5) Yet still nowhere near the scale of magnitude of a Reaper or even a Dreadnought. Against a Reaper, you might as well open the airlock and throw rocks at it.
Shock attacks do tend to break moral which would make the war easier, but they are also often the mostly costly option.
Speaking from professional experience as an officer in the United States Army, this assertion is true when you have a substantially smaller force in comparison to your attackers. It falls under when you substantially outweigh them in number and firepower. Look at the opening moments of OIF back in 2003. The Iraqi's knew we were coming, and they still couldn't do a damn thing to stop us from steamrolling over their forces in less than a week. We were in Baghdad in less than a week. And the disparity between our forces wasn't especially large. They were armed with mid-late Cold War era tech, and we had the modern tech, and we completely wailed on them. As I said in an earlier post, the disparity between the Council races and the Reapers is a lot bigger. The Council Races are the equivalent to late-industrialized tech found in the interwar-to-early-WWII, compared to the modern assault forces of the Reapers. There isn't a hell of lot of stuff you can throw at them that they won't repel without trouble.
The Reapers have both. As I said, see what happened when just one Reaper attacked the Citadel? I'd wager that two full-size Reapers would be able to take it. Granted, I'd be assuming the Reapers would be using more numbers than that. But the costliness of the assault is completely undermined by the sheer scale in how powerful the Reapers are compared to the others.

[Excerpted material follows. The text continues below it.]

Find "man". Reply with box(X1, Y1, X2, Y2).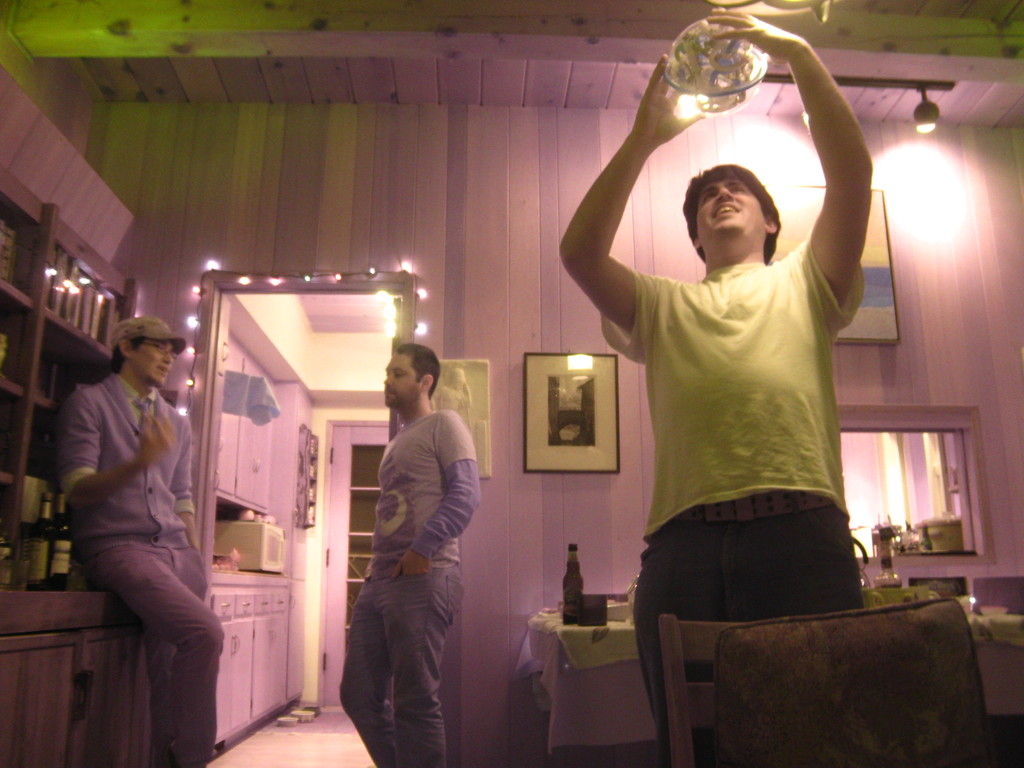
box(330, 337, 495, 767).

The reaper fleet split in 2 and launched attacks against Earth and Palaven while sending off raiding parties to attack smaller worlds and keep the other forces off balance. Assuming they are not holding back the vast majority of their fleet for no particular reason they may have sent up to 1/3 of the fleet attack Palaven by surprise. What does that say about there inability to take control of the system, and even weeks/months latter the Turian fleet is still fighting back and contesting the system? And of course I know they are firing back, but we do see reapers fire and they do not fire significantly faster then organic weapons, destroyers only have one gun and sovergien class seem to have a bit of trouble lining up multiple shots.
It makes no difference how large the Reaper fleet divides itself. And from looking at what happened at Palaven? What was 5 or 6 Reapers in orbit facing a large portion of the entire Turian Navy? And casually smashing it? The Reapers seemed to be focusing a lot more on actually subjugating the planet than taking on the assaults of Turian fleet, especially when they adapted their skills to them. You hear it everywhere, with how bad the Turians are having it. And I doubt more than a few hundred Reapers attacked either Earth or Palaven. The rest of the Reapers, you guessed it, were needed somewhere else. There's a lot of planets to conquer, better get to it. The Turians strategy is mostly on irregular warfare and not engaging the Reapers directly. Though they are keeping the Reapers occupied, they also acknowledge that they're not even so much as scratching the paint on the Reapers. As well, the Reapers are more interested in the harvesting phase of their invasion than the fighting part. The Turian resistance is acknowledged to be largely ineffectual.
Also, your assessment is inconsistent with established lore, given that Reapers are acknowledged as having far superior aim, range, and targeting ability by the codex compared to any Citadel fleets. They don't need to fire as fast as the Citadel ships. They're in a tank getting peppered with machine gun fire. That's basically impunity for them.